Thanks for the thoughtful, well articulated analysis.
Thinking back to the earliest days of ARPANET development, when surely the
property rights of which you speak must have sprung, can you find any record
of any awareness of 'ownership' of the identifiers used in the network? Did
the operators of new nodes have to pay somebody for their identifying
number(s)? Even though an 8-bit address field limited the number of sites
The concept of names for machines seems traceable to Peggy Karp's
RFC in 1971, although Bob Kahn in a recent conversation suggested
it goes back further to informal lists kept at the SRI NIC. Peggy's
RFC in any case established the first formal use of names and the
host table as a lookup mechanism. Typically, as now, one just informed
an entity of the desired name, which was then made available on a
machine as part of a table. There is no significant difference today
except the maintenance has largely been pushed out to the network
edges with local zone files.
I don't like ICANN all that much either, but consider this a plea to those
on all sides of this debate to avoid using concepts of ownership in their
analyses and refer to concepts of use (yes, even exclusive use), instead.
What we're all trying to figure out is who has (or should have) the
authority to make exclusive assignments of Internet identifiers (and on what
terms), not who owns what. The difference is fundamental to the nature of
the Internet (think Open Source vs. proprietary code) and will play out in
many aspects of Internet architecture and policy as the network continues to
develop.
I would argue that no one should have "the authority to make exclusive
assignment of Internet identifiers." Indeed, there is no such thing.
You can today use any identifier you choose - and many institutions do.
However, unless you have made special arrangements, your traffic might
not end up in the right place. As a shared user network, the users
vote as to whose identifier system is used and on what terms, not
some higher authority - ICANN or otherwise.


= Exercise goal =
The reply must be the number of lines in the following material that include the word "right", and nothing more.
━━━━━━━━━━━━━━━━━━━━━━━━━━━━━━
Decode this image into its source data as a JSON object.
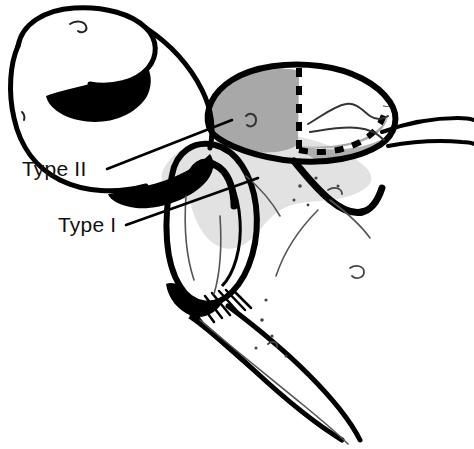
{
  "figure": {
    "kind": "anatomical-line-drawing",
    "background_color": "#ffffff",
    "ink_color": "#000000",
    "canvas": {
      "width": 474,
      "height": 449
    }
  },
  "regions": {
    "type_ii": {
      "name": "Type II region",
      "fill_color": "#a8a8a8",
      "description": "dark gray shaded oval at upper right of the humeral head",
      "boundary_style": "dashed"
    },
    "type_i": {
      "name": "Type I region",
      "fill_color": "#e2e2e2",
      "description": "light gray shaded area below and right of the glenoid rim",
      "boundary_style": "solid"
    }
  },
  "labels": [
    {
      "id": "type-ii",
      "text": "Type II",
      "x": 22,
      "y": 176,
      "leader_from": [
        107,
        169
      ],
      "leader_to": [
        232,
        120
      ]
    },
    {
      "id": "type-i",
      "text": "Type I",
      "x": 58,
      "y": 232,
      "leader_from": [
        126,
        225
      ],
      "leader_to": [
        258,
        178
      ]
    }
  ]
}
━━━━━━━━━━━━━━━━━━━━━━━━━━━━━━
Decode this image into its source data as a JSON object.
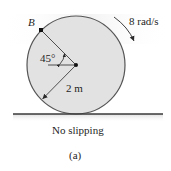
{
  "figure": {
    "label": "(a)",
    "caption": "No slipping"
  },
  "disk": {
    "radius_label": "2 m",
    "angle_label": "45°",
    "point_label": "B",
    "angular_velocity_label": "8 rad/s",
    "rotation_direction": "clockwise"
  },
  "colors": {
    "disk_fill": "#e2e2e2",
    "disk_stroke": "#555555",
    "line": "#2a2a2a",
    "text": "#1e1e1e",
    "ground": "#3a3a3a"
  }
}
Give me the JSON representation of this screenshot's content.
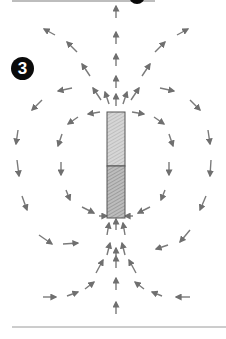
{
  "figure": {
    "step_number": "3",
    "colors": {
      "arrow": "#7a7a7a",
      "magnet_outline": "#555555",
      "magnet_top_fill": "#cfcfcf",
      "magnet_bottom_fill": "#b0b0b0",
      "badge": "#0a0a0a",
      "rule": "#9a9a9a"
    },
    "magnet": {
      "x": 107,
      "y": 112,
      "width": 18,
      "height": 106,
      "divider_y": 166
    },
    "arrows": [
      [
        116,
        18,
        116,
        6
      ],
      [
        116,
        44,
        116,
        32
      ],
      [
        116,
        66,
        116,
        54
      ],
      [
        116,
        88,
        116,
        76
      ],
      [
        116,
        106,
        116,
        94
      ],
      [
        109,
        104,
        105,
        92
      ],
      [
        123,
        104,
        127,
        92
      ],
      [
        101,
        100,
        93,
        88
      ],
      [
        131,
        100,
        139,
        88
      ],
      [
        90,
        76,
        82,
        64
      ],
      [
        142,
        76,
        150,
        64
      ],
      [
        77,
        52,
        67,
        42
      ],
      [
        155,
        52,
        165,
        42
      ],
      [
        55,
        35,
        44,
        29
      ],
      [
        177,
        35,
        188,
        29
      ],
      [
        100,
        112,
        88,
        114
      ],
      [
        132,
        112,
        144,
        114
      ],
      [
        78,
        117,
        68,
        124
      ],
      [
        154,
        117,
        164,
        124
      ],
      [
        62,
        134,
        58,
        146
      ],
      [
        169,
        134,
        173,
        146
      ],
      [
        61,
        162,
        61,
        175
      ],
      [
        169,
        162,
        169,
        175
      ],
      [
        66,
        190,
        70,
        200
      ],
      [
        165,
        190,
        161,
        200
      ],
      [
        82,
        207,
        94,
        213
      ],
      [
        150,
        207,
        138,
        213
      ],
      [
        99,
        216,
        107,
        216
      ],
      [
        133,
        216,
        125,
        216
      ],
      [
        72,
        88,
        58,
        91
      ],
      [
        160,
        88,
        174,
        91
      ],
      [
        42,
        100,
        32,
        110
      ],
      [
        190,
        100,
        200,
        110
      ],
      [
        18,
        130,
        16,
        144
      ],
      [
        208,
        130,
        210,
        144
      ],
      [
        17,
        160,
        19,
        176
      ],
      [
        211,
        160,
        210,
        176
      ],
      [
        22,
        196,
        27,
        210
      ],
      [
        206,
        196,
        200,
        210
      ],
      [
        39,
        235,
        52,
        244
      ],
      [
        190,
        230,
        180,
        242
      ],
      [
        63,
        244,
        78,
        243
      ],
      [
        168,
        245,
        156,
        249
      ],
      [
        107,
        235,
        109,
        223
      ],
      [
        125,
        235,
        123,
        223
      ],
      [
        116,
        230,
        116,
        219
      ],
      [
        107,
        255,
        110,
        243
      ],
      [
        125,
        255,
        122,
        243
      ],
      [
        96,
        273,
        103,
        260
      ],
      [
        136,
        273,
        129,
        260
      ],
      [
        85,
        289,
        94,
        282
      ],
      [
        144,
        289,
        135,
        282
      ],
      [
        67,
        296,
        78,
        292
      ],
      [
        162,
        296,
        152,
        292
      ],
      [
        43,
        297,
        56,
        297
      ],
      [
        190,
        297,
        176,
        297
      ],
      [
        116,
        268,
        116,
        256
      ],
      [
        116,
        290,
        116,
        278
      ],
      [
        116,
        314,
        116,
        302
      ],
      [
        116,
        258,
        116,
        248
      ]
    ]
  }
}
━━━━━━━━━━━━━━━━━━━━━━━━━━━━━━
= Result of this exercise =
2